One in every seven adults in England is now on an NHS waiting list. Let that sink in. Almost eight million people — neighbours, parents, grandparents — unable to get the treatment they've paid for through a lifetime of taxes. This is not a health service. It is a rationing system dressed up as one. And after a year and a half of Labour government, nothing meaningful has changed.

The Numbers Nobody in Power Wants to Talk About

7.9 million unique patients on the consultant-led elective care list. 1.68 million people waiting for one of 15 key diagnostic tests. Nearly 20% of those patients have been waiting more than six weeks — six weeks for the scan that might confirm whether their lump is cancer. Meanwhile, NHS staff took a record eight million days off last year for anxiety and stress alone. That's up 42% since 2020.

Labour promised to fix the NHS. They claimed the Conservatives had broken it and only they could mend it.

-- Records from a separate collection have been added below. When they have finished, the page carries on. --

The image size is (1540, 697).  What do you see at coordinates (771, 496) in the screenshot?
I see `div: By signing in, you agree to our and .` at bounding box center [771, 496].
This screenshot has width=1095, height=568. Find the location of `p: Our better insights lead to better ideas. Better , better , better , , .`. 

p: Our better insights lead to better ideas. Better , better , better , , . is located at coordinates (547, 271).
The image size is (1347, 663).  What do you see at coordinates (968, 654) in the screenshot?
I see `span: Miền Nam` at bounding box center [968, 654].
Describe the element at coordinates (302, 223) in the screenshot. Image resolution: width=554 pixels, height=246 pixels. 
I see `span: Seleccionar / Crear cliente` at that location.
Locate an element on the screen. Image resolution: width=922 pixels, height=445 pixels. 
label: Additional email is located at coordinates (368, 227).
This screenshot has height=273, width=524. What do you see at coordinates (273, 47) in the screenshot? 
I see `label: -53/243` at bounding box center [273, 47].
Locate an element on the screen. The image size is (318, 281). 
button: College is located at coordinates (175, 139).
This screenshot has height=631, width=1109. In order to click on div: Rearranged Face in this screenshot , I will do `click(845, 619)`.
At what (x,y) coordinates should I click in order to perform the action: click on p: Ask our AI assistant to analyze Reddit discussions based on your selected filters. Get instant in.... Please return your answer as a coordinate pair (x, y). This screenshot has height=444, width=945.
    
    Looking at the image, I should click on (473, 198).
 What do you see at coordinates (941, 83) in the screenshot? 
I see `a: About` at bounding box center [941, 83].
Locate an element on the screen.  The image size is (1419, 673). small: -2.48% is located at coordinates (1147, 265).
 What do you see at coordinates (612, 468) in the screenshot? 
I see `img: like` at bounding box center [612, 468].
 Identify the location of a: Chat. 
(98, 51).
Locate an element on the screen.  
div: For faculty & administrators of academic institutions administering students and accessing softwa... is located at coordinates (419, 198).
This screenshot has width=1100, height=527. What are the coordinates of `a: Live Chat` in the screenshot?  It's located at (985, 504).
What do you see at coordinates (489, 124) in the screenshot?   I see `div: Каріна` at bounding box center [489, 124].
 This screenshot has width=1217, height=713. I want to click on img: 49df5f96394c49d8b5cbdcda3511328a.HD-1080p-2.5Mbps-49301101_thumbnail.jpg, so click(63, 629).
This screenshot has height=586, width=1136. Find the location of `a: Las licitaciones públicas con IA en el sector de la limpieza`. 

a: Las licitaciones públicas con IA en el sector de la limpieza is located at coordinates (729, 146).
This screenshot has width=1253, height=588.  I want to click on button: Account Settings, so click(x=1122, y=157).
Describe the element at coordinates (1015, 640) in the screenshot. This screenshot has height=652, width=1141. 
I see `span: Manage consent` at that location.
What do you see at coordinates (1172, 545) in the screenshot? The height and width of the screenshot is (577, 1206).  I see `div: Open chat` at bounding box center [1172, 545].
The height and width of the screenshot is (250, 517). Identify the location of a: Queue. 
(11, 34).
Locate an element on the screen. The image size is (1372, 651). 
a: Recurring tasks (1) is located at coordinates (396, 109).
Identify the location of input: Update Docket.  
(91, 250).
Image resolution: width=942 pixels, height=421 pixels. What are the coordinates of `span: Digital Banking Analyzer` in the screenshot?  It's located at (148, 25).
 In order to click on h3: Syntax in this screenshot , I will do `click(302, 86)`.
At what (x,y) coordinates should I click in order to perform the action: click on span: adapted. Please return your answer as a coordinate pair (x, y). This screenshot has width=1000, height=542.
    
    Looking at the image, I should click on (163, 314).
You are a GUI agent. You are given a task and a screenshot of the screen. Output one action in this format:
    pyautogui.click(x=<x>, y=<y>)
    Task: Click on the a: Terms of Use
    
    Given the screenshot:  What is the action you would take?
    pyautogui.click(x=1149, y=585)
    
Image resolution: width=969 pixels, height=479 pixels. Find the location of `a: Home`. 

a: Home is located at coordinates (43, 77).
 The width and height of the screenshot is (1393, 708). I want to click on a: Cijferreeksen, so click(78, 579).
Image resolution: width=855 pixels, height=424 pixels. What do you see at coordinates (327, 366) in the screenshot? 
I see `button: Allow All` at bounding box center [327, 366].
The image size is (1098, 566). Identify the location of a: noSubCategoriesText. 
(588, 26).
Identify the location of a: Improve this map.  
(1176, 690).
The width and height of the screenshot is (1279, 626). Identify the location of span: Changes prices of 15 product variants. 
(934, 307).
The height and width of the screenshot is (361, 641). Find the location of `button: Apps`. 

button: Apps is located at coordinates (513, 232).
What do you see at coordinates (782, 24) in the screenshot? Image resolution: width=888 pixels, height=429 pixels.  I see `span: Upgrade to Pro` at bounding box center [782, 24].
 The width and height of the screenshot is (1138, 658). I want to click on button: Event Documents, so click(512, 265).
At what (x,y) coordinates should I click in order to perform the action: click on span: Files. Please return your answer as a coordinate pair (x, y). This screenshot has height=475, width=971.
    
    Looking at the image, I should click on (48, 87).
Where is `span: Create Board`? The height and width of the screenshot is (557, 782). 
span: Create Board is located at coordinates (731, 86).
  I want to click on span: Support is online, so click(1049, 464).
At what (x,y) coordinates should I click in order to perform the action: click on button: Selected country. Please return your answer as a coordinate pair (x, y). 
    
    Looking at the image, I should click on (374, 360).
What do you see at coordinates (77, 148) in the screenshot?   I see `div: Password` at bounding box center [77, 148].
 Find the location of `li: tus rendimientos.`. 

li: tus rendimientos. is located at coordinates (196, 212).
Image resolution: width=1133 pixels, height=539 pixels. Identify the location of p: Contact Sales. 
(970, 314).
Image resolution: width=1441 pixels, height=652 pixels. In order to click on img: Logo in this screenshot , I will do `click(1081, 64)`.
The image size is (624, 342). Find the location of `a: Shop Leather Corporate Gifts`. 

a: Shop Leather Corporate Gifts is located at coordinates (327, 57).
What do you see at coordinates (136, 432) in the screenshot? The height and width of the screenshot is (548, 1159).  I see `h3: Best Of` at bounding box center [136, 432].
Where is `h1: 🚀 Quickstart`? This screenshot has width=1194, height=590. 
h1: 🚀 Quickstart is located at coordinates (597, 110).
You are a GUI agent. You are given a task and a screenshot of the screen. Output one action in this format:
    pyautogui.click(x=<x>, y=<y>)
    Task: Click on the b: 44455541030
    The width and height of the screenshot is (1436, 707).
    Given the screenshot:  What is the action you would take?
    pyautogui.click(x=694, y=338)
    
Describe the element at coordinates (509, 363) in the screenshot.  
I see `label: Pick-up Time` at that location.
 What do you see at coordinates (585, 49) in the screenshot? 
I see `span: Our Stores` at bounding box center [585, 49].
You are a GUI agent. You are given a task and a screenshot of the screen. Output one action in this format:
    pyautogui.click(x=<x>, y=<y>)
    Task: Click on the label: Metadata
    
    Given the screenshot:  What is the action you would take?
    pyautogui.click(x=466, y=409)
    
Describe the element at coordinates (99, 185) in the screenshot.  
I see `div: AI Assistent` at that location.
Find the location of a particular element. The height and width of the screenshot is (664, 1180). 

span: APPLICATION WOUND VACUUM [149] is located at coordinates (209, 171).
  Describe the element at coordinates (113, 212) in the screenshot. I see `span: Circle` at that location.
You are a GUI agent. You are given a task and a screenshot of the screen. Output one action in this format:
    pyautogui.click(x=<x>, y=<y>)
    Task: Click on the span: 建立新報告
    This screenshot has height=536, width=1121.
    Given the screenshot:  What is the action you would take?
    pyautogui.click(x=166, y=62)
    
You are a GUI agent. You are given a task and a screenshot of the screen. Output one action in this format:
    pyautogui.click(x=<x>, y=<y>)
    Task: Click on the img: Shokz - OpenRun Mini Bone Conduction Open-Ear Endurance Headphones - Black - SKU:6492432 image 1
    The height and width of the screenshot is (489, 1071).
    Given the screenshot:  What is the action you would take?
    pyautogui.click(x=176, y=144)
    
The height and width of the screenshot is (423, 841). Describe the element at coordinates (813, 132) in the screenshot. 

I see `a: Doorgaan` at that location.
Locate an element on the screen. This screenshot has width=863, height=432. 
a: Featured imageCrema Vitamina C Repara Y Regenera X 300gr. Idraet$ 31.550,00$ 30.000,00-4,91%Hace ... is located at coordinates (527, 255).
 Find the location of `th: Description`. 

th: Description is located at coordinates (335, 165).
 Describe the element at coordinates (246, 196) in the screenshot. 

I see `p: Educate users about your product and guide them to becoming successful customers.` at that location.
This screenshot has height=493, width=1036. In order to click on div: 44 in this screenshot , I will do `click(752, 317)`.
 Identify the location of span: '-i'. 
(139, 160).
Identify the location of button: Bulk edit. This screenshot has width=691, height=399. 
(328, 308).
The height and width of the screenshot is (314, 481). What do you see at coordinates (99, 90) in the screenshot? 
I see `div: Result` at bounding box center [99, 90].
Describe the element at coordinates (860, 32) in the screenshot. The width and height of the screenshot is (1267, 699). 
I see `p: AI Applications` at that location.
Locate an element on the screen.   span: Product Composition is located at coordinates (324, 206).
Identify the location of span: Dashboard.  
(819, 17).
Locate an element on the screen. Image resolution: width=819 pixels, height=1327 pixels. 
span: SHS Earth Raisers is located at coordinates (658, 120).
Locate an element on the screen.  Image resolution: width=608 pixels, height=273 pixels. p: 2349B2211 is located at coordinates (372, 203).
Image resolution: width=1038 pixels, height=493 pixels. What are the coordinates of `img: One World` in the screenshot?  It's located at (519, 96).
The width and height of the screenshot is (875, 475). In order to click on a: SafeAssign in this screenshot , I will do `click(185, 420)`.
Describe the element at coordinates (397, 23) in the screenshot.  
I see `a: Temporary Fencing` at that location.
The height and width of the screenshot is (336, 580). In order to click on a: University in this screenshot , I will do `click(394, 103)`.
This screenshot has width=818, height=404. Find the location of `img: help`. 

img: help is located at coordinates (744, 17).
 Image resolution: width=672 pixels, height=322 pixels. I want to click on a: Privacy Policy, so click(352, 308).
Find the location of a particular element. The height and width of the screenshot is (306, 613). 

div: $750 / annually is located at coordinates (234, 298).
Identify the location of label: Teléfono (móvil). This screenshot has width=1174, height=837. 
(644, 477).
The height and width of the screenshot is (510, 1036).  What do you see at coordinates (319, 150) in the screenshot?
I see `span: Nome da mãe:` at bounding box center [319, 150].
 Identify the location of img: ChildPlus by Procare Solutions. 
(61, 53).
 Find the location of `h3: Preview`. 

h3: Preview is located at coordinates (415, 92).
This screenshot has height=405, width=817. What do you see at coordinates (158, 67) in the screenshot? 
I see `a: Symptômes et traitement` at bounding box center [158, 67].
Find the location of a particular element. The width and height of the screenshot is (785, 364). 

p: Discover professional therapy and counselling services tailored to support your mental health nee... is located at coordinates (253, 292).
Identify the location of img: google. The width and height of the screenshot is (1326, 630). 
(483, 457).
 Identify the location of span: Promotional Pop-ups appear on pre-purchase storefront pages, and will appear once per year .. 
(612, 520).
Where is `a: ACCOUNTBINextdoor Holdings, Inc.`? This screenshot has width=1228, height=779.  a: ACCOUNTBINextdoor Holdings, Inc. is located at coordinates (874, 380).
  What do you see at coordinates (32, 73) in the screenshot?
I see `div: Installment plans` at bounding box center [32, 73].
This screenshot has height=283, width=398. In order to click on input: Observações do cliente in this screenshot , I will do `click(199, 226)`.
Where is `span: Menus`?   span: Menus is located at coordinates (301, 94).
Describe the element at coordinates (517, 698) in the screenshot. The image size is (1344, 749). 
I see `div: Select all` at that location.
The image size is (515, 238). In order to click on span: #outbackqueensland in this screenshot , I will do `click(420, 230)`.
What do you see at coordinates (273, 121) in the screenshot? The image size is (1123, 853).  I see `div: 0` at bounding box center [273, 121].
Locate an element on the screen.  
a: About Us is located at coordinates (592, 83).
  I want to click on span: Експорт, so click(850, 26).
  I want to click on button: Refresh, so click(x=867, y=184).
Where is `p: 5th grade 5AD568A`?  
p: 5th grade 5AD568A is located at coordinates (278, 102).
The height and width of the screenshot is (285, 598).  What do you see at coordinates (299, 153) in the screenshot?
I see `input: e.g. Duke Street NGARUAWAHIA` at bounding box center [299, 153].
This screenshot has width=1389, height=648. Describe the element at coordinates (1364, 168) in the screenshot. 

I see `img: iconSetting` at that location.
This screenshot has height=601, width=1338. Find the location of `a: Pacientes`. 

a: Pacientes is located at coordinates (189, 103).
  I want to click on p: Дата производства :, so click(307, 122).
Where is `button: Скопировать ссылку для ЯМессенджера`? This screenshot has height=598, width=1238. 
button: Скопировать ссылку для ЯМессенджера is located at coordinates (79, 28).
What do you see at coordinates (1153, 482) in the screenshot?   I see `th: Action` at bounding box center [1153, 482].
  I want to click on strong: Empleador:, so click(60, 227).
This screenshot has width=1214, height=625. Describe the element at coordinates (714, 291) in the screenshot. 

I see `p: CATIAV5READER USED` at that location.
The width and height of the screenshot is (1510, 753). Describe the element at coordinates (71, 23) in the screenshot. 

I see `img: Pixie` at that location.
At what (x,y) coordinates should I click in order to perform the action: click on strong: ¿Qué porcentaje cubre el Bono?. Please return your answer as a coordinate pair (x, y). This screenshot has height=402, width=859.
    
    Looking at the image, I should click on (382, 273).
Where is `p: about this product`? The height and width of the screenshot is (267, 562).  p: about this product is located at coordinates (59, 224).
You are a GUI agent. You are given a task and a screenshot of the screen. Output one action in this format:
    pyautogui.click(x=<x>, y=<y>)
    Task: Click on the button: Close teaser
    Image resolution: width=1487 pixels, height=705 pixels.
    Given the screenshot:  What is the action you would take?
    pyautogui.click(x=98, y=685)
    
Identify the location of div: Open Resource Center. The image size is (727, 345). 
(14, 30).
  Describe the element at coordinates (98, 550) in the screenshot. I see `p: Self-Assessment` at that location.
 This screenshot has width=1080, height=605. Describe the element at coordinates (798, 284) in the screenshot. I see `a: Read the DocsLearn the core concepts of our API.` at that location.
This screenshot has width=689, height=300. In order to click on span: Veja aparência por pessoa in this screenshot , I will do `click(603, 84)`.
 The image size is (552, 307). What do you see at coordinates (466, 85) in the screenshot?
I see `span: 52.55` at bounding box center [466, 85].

Eighteen months in, the lists are still rising. The strikes continue. The staff are burning out. And the patients keep waiting.

Throwing Money at a Broken System

The NHS consumes more than £180 billion a year. Per capita, we spend roughly the same as France or Germany. Yet our outcomes are worse, our waiting times are longer, and our staff are more demoralised. The problem isn't money. The problem is the structure. A monolithic, centrally-planned bureaucracy employing 1.4 million people cannot possibly deliver personalised care efficiently. It was never going to.

Every Labour answer to the NHS crisis boils down to "more money." Every Tory answer boils down to "more money." Neither party has the intellectual honesty to admit that the current model is failing and needs reform. So the list grows. The sickness rises. And the British people pay, and pay, and pay.

The Human Cost Behind the Numbers

In my own constituency of Preston East, I hear it every week. Elderly residents waiting two years for a hip replacement, unable to walk to the shop. Working mothers unable to get a GP appointment for a feverish child. Men in their fifties whose routine check-ups have been cancelled three times running. These aren't statistics. They are human beings being failed by a system that insists it's the envy of the world while ranking near the bottom of Western healthcare outcomes.

And while British patients wait, we continue to recruit overseas doctors and nurses at record levels — many of them taken from developing countries that can't afford to lose them. We've made our own medical workforce crisis worse by not training enough of our own. Labour's answer? More recruitment from abroad. The same failed doctrine.

What Reform UK Would Do

Reform UK would end the producer-capture model of the NHS. We'd expand private and independent sector capacity to clear the backlog within two years. We'd train more British doctors and nurses, not fewer. We'd scrap the layers of diversity commissars and non-clinical management that have ballooned in recent years. And we'd give patients real choice — if your local hospital can't see you in time, you get treated elsewhere at the NHS's expense.

Labour will tell you the NHS is improving. The numbers tell you it isn't. A system with 7.9 million people stuck on its waiting list is not getting better. It is collapsing. And the only way to save it is to admit that and act accordingly. Reform UK is willing to. Labour and the Tories are not.